The allegations of payments to Hale first surfaced on March 17, when Salon reported that Parker Dozhier, a Hot Springs, Ark., fishing resort owner who frequently hosted Hale between 1994 and 1996, when Hale was cooperating with Starr's investigation, was seen giving him money. The Salon story quoted Caryn Mann, Dozhier's former live-in girlfriend, and her 17-year-old son, Joshua Rand, as saying they had firsthand knowledge of the payments. At the time, Dozhier was also being paid by the conservative American Spectator magazine to serve as its "eyes and ears" for an investigative effort that sought to unearth damaging details about Clinton's Arkansas past. The Salon story also quoted two unnamed former American Spectator executives as saying they were aware of a "mechanism" within the investigative project to "take care of David Hale and his family."

Shortly after Salon's report, FBI agents interviewed Mann and Rand and recommended an investigation into their allegations. Several weeks later, Reno stepped in, endorsing the recommendation for a witness tampering probe. Dozhier, who admits he was paid $48,000 by the American Spectator, denies he made payments to Hale. Hale also has denied he received any money.
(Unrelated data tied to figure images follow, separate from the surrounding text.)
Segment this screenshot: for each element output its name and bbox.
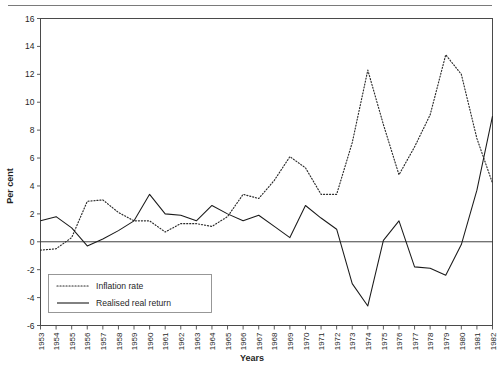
x-tick-label: 1970 [302,332,311,350]
x-axis-title: Years [240,353,264,363]
y-tick-label: -2 [27,265,35,275]
x-tick-label: 1965 [224,332,233,350]
y-tick-label: 2 [30,209,35,219]
x-tick-label: 1961 [161,332,170,350]
x-tick-label: 1977 [411,332,420,350]
x-tick-label: 1958 [115,332,124,350]
y-tick-label: -4 [27,293,35,303]
x-tick-label: 1968 [270,332,279,350]
x-tick-label: 1953 [37,332,46,350]
y-tick-label: 4 [30,181,35,191]
x-tick-label: 1978 [426,332,435,350]
y-tick-label: 10 [25,97,35,107]
x-tick-label: 1979 [442,332,451,350]
y-tick-label: 0 [30,237,35,247]
x-tick-label: 1955 [68,332,77,350]
x-tick-label: 1964 [208,332,217,350]
x-tick-label: 1957 [99,332,108,350]
x-tick-label: 1972 [333,332,342,350]
y-tick-label: 16 [25,14,35,24]
x-tick-label: 1967 [255,332,264,350]
x-tick-label: 1975 [380,332,389,350]
x-tick-label: 1954 [52,332,61,350]
y-axis-title: Per cent [5,168,15,204]
legend-label-realised-real-return: Realised real return [96,298,171,308]
legend-label-inflation-rate: Inflation rate [96,281,144,291]
x-tick-label: 1980 [458,332,467,350]
chart-legend: Inflation rate Realised real return [49,275,212,313]
x-tick-label: 1973 [348,332,357,350]
y-tick-label: -6 [27,321,35,331]
x-tick-label: 1981 [473,332,482,350]
x-tick-label: 1963 [193,332,202,350]
x-tick-label: 1960 [146,332,155,350]
x-tick-label: 1956 [83,332,92,350]
y-tick-label: 8 [30,125,35,135]
x-tick-label: 1962 [177,332,186,350]
chart-figure: 1614121086420-2-4-6 19531954195519561957… [0,0,498,371]
x-tick-label: 1966 [239,332,248,350]
y-tick-label: 6 [30,153,35,163]
line-chart-svg: 1614121086420-2-4-6 19531954195519561957… [0,0,498,371]
x-tick-label: 1969 [286,332,295,350]
y-axis: 1614121086420-2-4-6 [25,14,40,331]
y-tick-label: 14 [25,41,35,51]
y-tick-label: 12 [25,69,35,79]
x-tick-label: 1974 [364,332,373,350]
x-tick-label: 1976 [395,332,404,350]
x-axis: 1953195419551956195719581959196019611962… [37,326,498,351]
x-tick-label: 1959 [130,332,139,350]
x-tick-label: 1982 [489,332,498,350]
x-tick-label: 1971 [317,332,326,350]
Hale, a former judge who was convicted of defrauding the Small Business Administration of more than $2 million, is crucial to Starr's Whitewater probe because he alleges President Clinton pressured him to obtain a fraudulent $300,000 loan from the SBA for Susan McDougal, Clinton's partner in the Whitewater land deal, and that Clinton lied under oath about it. Clinton has denied Hale's charge.

According to Justice Department sources, Shaheen has begun assembling his staff of lawyers and FBI agents for the Hale probe. The sources said staffing such an investigation is a lengthy process and that they didn't expect Shaheen's probe to begin for another six to eight weeks.

In promising to honor Shaheen's final recommendations, however, Starr could be setting himself up for a lose-lose situation. If Shaheen concludes there was indeed evidence of witness tampering involving Hale, it would cast a shadow over the convictions of former Arkansas Gov. Jim Guy Tucker and James and Susan McDougal, which Starr obtained on the basis of Hale's testimony. But if Shaheen dismisses the witness tampering allegations, it is no guarantee that Starr's critics will halt their assault on him or the credibility of the Hale probe.

Charles Bakaly, Starr's spokesman at the office of the independent counsel, did not return calls seeking comment about Webster's decision.

The other two judges on the panel also declined to comment on any aspect of their work. Speaking for himself and Judge Adams, Judge Renfrew told Salon, "I and Judge Adams have both agreed that we're not going to say anything about our work or responsibilities or what we plan to do or when we plan to do it until the project has been completed. I wish I could say something to you, but at this time, we just simply feel it best under all the circumstances not to discuss what we're about to do."

Webster said Starr has indicated he may be prepared to proceed with the review panel with only Renfrew and Adams participating.

"I know he wants to do the right thing," Webster said, "but this is not one where I'm the one to help him."


By Jonathan Broder

Jonathan Broder is Salon's Washington correspondent.